Wen hated herself for letting sorrow make her resent even her own husband, especially since she could barely recognize Hilo. The warmth in his eyes, his lopsided boyish grin, his magnetic energy, like that of a star burning in the sky—all of it had been snuffed out like a candle. He seemed as inhuman as a marble statue. He acknowledged the clan loyalists who approached with nods, occasionally a hoarse word, nothing more.

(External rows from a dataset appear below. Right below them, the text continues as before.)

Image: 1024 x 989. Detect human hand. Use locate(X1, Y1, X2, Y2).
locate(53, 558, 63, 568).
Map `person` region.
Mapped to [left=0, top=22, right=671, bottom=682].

Wen let her gaze drift in slow detachment over the rest of the family, dressed in white clothes and grief, until her eyes fell upon the figure of her eighty-one-year-old mother-in-law, hunched under thick blankets on a plastic folding chair. Kaul Wan Ria seemed completely lost in her own world, mumbling quietly to herself. It was unclear whether she knew what was going on. At the pitiable sight of her, Wen ached with numb, bone-deep kinship. Why not escape reality, when it was so unbearably cruel to wives and sisters and mothers?
At last, all the guests departed and only the Kaul family remained in the Heaven Awaiting Cemetery. The afternoon temperature was dropping. A wintry breeze tugged at hats and scarves as it moaned through the trees of Widow’s Park. Wen thought about stepping into the open pit of her son’s grave to join him at the bottom.

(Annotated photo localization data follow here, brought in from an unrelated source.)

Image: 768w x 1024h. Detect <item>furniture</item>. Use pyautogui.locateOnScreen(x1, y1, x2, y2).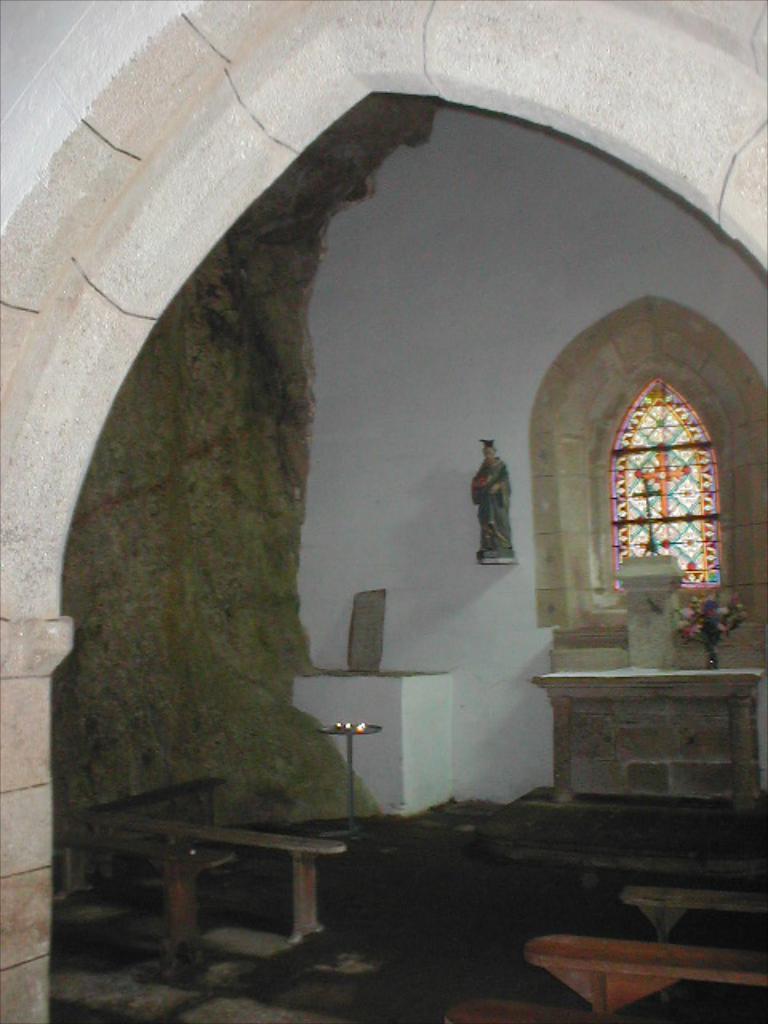
pyautogui.locateOnScreen(90, 784, 227, 875).
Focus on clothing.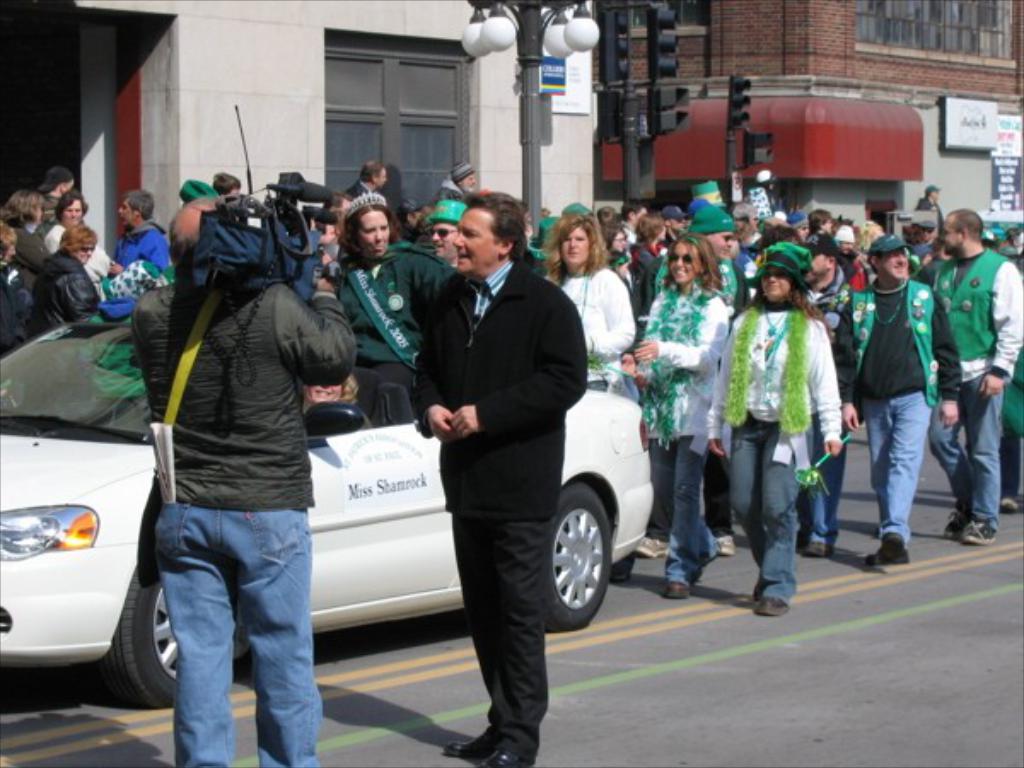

Shae bent down and chose a few of the flowers that had been left behind. She handed them to Tia, who threw them onto the closed casket. Shae bent her head and whispered, “Lan will be glad to meet his nephew. He’ll take care of him.”
Hilo’s hands closed into trembling fists at his sides. When he spoke, his voice was coarse and disused. “The minute that boy was born, I should’ve given him away to some other family.” Only Wen and Shae, standing beside him, heard his savage whisper. “Some good but jadeless family with an unknown name. What was I thinking, raising a stone-eye into this life?”

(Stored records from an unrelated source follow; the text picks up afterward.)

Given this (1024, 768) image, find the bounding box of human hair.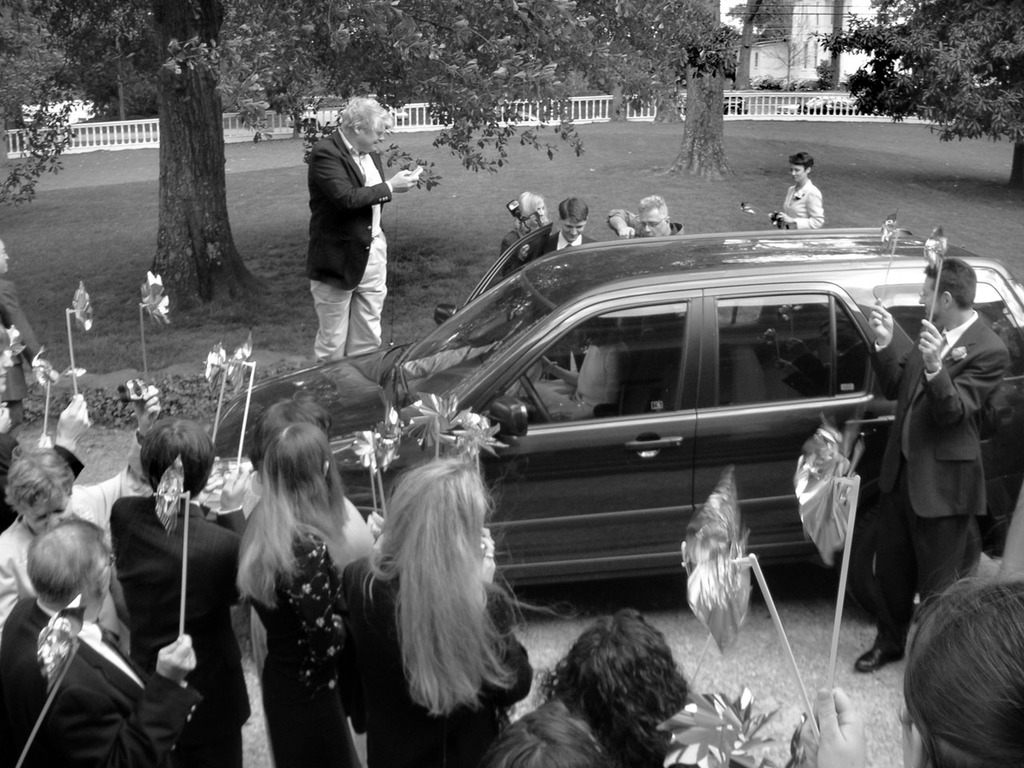
BBox(927, 258, 981, 310).
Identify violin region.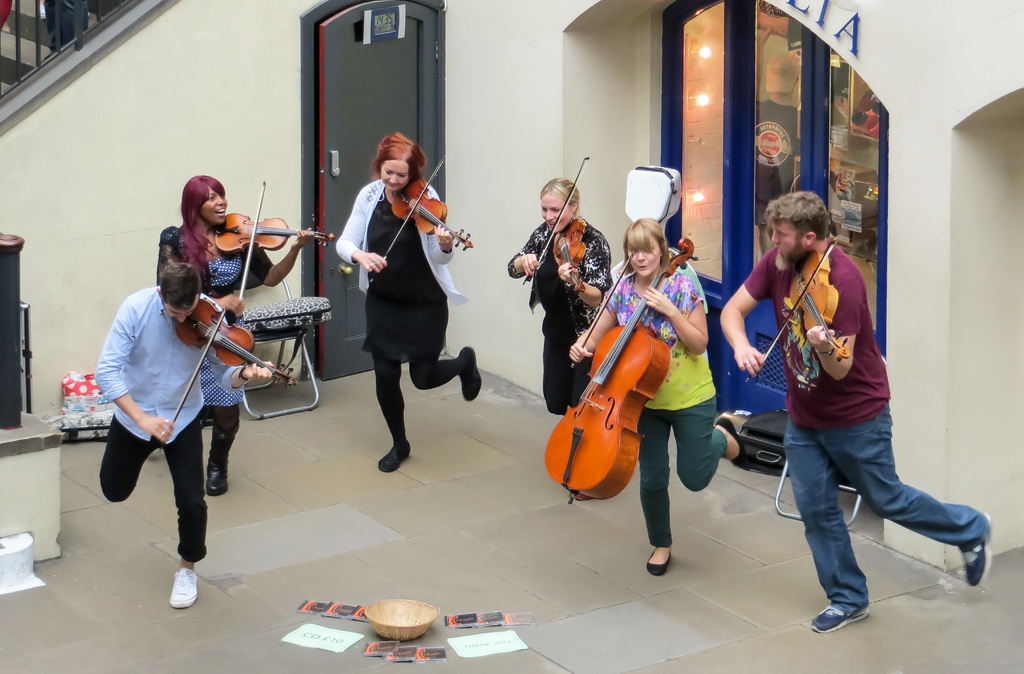
Region: left=542, top=238, right=694, bottom=502.
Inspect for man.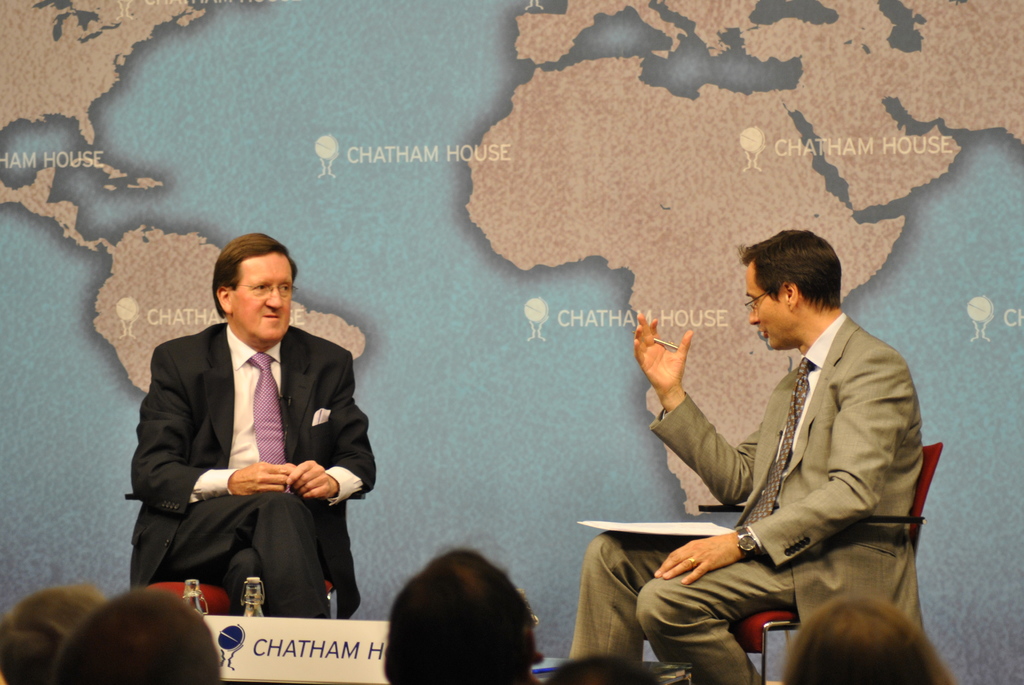
Inspection: bbox=[130, 224, 390, 615].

She knew Hilo was only trying to wish away his pain, but the words lanced Wen’s heart. “You don’t mean that,” she breathed. She realized she could still feel fear. Fear that she would lose Hilo as well, that he would become unrecognizable to her.
Ru’s death had been an avoidable and meaningless accident. That was the terrible truth staring the family down. Green Bone warriors counted on deaths that meant something. They gave their lives for honor, for jade, for the brotherhood of the clan. Ru had been steeped in Green Bone culture from birth. Its values had shaped his entire existence, had made him as green in the soul as anyone. But he was not a Green Bone. Now he was dead because he’d acted like one. Wen of all people understood that folly.
“I did it all wrong,” Hilo went on in quiet anguish. “I encouraged him, I gave him as much freedom as I could, I made him believe he could do great things, accomplish anything he wanted to.” Hilo closed his eyes. “Lies. Whether you wear it or not, there’s no freedom when you’re surrounded by green. I wish . . .” The Pillar’s voice cracked like a brittle twig. “I wish he hadn’t dueled. If only he’d been a coward, just once.”
Wen reached for her husband across what felt like a vast and lightless gulf. She put her hand into his. At first it remained limp, then slowly Hilo’s fingers closed over hers. Tears stole Wen’s vision and painted tracks in her white face powder. Ru had idolized his father. He could never be a coward. He’d fought without Steel or Perception or any abilities that might’ve saved his life that night. And he’d won. Perhaps that was the great tragedy of jade warriors and their families. Even when we win, we suffer.
At last, Woon said gently, “It’s getting late. We should go.”
As they turned away from the family memorial, a lone figure came up the path toward them. Wen heard Anden suck in a breath. The sun was behind the approaching man’s back, and for a few seconds, Wen couldn’t see his shadowed face, even though she recognized his silhouette, the way he walked, the set of his shoulders.
Niko was dressed in a black suit and white scarf. His hair was longer than it had been, and his face had changed as well. It was leaner and stubbled, and there was something in his eyes that had not been there before—a slow, haunted softness. He’d been twenty years old when he left Kekon, but he looked as if he’d aged a decade in the nearly three years he’d been away.
Niko walked past all of them and stood at the lip of his brother’s grave. Tears welled in his eyes and he let them run down his cheeks without wiping them away. Wen recalled that as a child, Niko rarely cried and would often hide in his room when he did.
“I’m sorry, Ru,” he whispered. “I should’ve been here for you. We should’ve gone to college together. I was wrong about so many things. I’m just . . . so damned sorry.”